Diondra fingered the edges of her crunchy curls, her version of running her fingers through it, and they both followed Trey inside, Diondra with her lips pouty and her eyes sexy-sleepy, the way she looked in most photos, like you woke her up from a dream about you. Next to her, Ben feeling gangly and droopy as usual, literally dragging his feet.

The bar was so smoky Ben choked as soon as he entered, Diondra already with a cigarette lit, slouching next to him as if that made her look older. A nervous guy, his hair in patches like a molting bird, scurried up to Trey immediately, his head lowered, and muttered something in Trey’s ear, Trey nodding, sucking his lips in against his teeth, looking concerned and serious. Ben thought maybe the guy was a manager, was kicking them out, because maybe Diondra passed for older with the extra makeup but Ben didn’t.
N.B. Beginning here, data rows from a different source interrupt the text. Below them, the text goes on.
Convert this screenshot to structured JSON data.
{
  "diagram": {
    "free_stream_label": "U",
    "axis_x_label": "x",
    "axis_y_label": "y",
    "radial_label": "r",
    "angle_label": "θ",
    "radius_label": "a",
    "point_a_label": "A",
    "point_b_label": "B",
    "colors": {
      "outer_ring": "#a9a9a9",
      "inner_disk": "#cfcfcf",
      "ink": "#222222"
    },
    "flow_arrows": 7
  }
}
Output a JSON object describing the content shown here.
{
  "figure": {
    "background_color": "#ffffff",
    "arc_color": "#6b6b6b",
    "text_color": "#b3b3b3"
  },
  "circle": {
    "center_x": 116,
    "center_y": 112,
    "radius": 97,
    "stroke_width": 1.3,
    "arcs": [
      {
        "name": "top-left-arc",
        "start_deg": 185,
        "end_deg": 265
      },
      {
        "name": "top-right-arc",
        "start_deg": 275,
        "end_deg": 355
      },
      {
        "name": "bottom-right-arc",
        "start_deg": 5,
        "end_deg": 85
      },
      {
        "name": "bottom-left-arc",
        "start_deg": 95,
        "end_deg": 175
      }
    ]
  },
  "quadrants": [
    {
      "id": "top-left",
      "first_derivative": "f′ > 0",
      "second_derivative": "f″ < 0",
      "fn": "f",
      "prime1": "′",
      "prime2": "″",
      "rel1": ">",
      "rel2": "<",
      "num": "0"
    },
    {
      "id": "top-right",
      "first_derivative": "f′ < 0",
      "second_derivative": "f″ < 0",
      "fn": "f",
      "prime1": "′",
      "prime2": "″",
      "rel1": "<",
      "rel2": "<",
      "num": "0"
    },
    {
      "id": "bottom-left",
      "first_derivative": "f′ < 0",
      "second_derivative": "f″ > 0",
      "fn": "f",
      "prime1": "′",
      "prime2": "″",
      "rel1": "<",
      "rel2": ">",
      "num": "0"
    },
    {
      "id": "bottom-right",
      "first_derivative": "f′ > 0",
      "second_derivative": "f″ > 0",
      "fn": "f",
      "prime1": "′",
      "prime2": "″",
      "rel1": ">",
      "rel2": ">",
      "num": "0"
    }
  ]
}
But Trey just patted the guy on the back, saying something like, “Don’t make me chase, man,” and the nervous guy got a big grin and laughed and said “No no no, don’t worry about that, don’t worry about that at all, not at all” and Trey just said, “Sunday” and walked past the guy to the bar, ordered three beers and a shot of SoCo, which he swallowed straight off.

The bartender was another old, gray-haired fat guy. It seemed like a joke, how much all these dudes looked alike, like living was so hard it just erased your features, rubbed out anything distinctive. The bartender gave Ben and Diondra a wise-guy look, a just-so-you-know, I-know look, but slid them two beers anyway. Ben turned away
from the bar to drink his, one foot against a stool, in a way that felt casual, like he’d done it before, because he could feel Trey’s eyes on him, looking for something to make fun of.

“I see him, I see Runner,” Diondra said, and before Ben could ask her why she sounded so easy saying his name, Trey was calling it out, “Hey Runner, c’mere!” and Runner got the same nervous, weasel look the first guy had.

He came loping over, that seesaw walk of his, his hands jammed in his pockets, his eyes big and yellow.